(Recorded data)
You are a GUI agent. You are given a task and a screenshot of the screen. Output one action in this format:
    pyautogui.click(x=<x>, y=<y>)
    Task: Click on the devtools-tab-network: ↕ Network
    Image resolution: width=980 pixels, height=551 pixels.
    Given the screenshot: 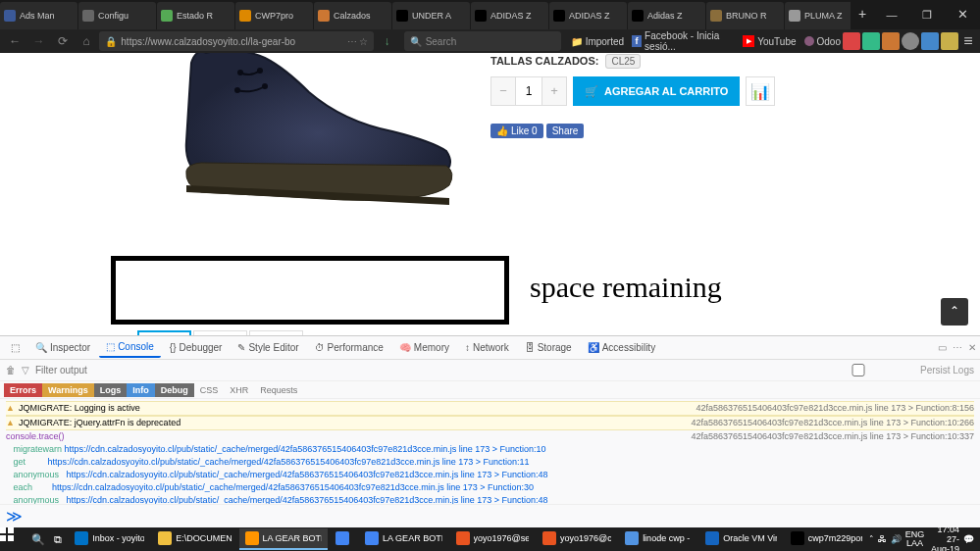 What is the action you would take?
    pyautogui.click(x=487, y=347)
    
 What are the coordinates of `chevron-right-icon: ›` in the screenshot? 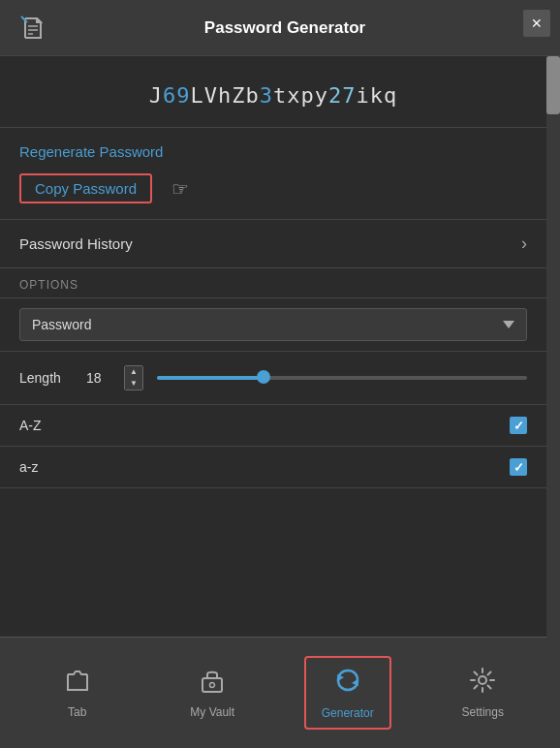 It's located at (524, 244).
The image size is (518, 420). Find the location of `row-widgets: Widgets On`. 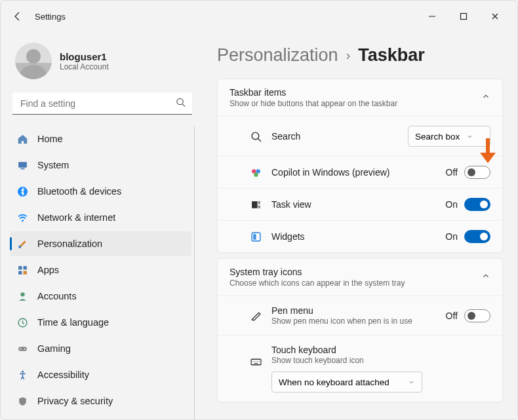

row-widgets: Widgets On is located at coordinates (360, 236).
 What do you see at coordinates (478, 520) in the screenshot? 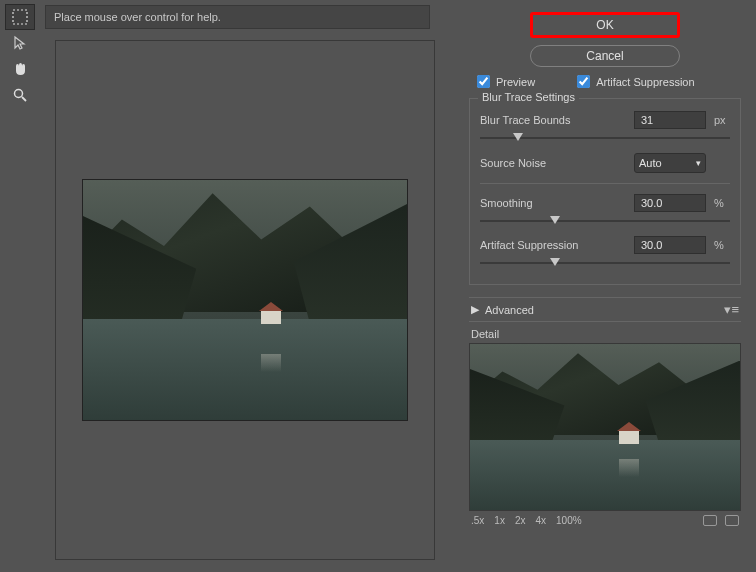
I see `zoom-half: .5x` at bounding box center [478, 520].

** EXERCISE GOAL **
Using the records above, repeat exactly the lines from the first one through the line with "Image resolution: width=980".

** SOLVED PROBLEM **
You are a GUI agent. You are given a task and a screenshot of the screen. Output one action in this format:
    pyautogui.click(x=<x>, y=<y>)
    Task: Click on the devtools-tab-network: ↕ Network
    Image resolution: width=980 pixels, height=551 pixels.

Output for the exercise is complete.